That's pretty much what the Practical Guide aims at doing -- perhaps
that doesn't come out in the outline in its current draft.
> This is not a criticism,
> but if I was doing such a book, this is the approach I would take.
That's really the approach I intend to take -- rather than being an
alphabetical list of elements, it is organized according to the markup
task the author is trying to accomplish. The "cookbook"-style sections
are the step-by-step examples.
> The OSWG DocBook outline starts with this approach. There are
> sections on 3 generic document types, but I wonder if there may be
> different scenarios for each type of document. For example, is an
> article an article, or are some of them a conference paper? How do I
> manage a submitted chapter on a large book, a news article, a web-news
> article ...
Trying to cover all the possible permutations means that the book
approaches the infinite. It can be cooked down to a much simpler level,
however, while still being useful. An article is something that doesn't
have more than one chapter, a book is something that has more than one
chapter, a ref page is a short and very specific type of document. How
these are used is up to the author. I have seen books that (imho) would
be better done as articles, and articles (again, imho) that would be
better done as books. Discussion on the specifics is something better
left, I think, to the individual documentation projects -- which puts it
outside the scope of the OSWG's Practical Guide.
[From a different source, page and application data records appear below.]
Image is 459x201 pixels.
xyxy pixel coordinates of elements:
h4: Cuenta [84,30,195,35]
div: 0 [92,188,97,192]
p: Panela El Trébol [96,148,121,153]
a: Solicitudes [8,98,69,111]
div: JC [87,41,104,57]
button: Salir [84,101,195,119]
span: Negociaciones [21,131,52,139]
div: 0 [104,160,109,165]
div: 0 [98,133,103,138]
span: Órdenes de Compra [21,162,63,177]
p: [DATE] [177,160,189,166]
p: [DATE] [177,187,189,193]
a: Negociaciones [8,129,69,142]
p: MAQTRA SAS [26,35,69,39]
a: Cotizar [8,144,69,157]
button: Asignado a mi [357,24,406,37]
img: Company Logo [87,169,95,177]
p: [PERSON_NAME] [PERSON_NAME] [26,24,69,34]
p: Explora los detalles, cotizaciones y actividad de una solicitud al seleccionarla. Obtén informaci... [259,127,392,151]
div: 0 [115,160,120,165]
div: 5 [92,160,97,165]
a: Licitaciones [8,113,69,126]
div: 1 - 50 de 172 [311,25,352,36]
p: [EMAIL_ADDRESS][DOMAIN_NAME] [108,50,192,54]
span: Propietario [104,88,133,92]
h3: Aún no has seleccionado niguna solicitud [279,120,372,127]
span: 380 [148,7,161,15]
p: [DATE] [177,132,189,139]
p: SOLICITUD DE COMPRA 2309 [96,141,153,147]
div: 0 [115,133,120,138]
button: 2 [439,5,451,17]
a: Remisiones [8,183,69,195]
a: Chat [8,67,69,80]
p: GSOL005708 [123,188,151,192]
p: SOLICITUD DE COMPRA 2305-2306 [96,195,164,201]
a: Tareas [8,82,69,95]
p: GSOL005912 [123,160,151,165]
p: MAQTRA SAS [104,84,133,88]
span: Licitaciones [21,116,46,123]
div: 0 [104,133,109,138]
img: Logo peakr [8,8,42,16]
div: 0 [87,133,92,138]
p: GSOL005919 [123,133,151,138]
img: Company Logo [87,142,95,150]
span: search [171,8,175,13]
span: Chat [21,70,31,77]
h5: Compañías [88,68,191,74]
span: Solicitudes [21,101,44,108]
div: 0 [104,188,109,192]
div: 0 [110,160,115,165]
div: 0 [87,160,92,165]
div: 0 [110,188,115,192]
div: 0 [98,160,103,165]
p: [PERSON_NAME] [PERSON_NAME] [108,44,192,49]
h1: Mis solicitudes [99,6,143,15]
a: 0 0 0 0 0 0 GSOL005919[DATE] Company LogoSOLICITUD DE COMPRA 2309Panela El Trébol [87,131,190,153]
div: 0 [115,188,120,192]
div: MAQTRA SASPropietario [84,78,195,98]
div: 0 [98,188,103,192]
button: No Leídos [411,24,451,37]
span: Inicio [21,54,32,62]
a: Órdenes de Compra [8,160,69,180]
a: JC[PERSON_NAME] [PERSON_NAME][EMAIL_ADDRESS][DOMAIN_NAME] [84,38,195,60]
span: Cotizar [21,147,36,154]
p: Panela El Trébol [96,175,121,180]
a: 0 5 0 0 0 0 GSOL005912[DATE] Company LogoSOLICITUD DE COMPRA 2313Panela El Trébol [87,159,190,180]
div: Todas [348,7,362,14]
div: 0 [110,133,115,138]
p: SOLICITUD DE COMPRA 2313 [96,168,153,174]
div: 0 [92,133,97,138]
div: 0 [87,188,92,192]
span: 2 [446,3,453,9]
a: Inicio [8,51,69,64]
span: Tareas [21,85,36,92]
What the FreeBSD project decides is an article, for example, might be
completely different than what the LDP decides is an article. A HOWTO
could be either a book or an article, depending on the length and scope
of that HOWTO. Etcetera.
I do intend that there be lots of examples in the Practical Guide --
thus the "examples" appendices. Also, the whole book should be peppered
with examples of varying lengths. "Show, don't tell" applies
particularly well to technical documentation, after all.
> Also, I'd begin with a simple reference page, then move up to an
> article and end off with a whole book rather than the other way
> around.
Reference pages are far too specific to be useful as a learning tool. I
might switch the "article" and "book" sections around, but the Practical
Guide isn't really intended to be read in a linear fashion -- the TOC is
supposed to be verbose enough that folks can dive in where they need, to
the information they're looking for as quickly as possible. Each
section will be largely self-sustaining, and whether "book" or "article"
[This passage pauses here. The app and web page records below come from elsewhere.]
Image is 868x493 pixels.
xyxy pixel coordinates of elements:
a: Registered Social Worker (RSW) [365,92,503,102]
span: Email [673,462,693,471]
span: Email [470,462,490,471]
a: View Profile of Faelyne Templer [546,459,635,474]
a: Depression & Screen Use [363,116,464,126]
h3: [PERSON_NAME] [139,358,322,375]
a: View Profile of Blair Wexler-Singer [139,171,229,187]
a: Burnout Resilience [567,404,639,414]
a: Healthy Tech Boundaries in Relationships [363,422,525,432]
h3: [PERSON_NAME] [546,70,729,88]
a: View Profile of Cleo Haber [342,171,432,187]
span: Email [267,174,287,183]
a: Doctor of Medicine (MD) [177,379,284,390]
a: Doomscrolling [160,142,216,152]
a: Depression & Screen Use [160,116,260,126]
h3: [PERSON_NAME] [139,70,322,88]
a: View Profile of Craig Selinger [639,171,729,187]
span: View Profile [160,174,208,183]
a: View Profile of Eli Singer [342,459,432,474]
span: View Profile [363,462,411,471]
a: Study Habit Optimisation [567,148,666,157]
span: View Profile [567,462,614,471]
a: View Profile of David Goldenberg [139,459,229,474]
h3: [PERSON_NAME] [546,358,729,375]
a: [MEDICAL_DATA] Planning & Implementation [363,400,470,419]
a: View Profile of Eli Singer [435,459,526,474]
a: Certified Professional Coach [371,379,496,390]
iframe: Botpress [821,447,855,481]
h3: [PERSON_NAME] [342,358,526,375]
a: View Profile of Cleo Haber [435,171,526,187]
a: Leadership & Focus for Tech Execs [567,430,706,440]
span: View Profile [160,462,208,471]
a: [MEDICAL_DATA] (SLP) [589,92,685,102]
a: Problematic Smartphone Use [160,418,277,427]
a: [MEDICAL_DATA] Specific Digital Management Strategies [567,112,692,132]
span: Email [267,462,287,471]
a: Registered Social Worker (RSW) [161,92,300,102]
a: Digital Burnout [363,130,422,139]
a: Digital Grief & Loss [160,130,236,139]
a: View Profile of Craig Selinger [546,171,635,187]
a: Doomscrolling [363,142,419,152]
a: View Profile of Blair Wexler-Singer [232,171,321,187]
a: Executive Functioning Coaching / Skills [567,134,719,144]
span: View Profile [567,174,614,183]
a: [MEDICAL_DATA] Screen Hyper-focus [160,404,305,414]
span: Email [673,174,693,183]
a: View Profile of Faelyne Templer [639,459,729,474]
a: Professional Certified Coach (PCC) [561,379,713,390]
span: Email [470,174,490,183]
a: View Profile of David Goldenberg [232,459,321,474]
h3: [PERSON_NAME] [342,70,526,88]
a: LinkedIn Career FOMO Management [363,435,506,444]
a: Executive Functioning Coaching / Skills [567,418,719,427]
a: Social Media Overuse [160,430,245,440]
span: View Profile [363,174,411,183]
comes first is largely irrelevant.
Style guides should be separate from basic DocBook tutorial information,
imho. What authors learn about DocBook should be independent from the
project they are working on.
> The section on processing tools may be a winding garden path.
I'm really not quite sure I understand this. There are a limited number
of tools available, and none of them are particularly difficult to learn
how to use. DocBook Tools, Jade, sgml-tools, etc. As new tools are
created, they get a section in the book.
> Rendering documents is easily a completely new book (or so it seems to
> me right now ... I talk to DSSSL vs XSL people and they might as well
> be speaking Greek) --- for the purposes of this doc, you may want to
> follow Norm's lead and only tell them how to process the most basic
> presentations, then start a parallel book on the various flavours of
> stylesheet engines (or whatever they are called). If content and
> presentation are truly seperated, these are different audiences
> anyway.
You're abstracting this a little too far. Bob the HOWTO writer doesn't
care about dsssl engines and processing tools...he wants to be able to
validate his doc, get some basic output, and know that what he's done is
basically correct. People who want to learn about the complex stuff
have other resources for learning it. Bob wants to be able to type
"db2html" on the command line and turn his DocBook instance into HTML.
When he submits that into the OSWG CVS, the output is going to look
different because we use a different CSS. The important thing is that
he can turn it into basic HTML, and he can debug his own markup.
That's really not a book in itself...it's a series of short
"installation and use" sections for the various tools that are
available.
> They just can't let go of content, and writers can't let go of
> presentation ... old habits die hard.
There is a fuzzy line between structure and formatting, of course, but
the basics ("italics" is formatting, "filename" is structure) isn't
really rocket science. Yes, it's difficult to get rid of all the
habits, but the basics are pretty simple. Not having a "WYSIWYG" editor
for doing DocBook is a good thing in this context.
> Authoring tools may be a really short section if you are only talking
> about free editors ... basically, there is only one practical
> solution: Emacs/psgml.
Oh, pshaw. I use vi for all my markup, and have done so for years.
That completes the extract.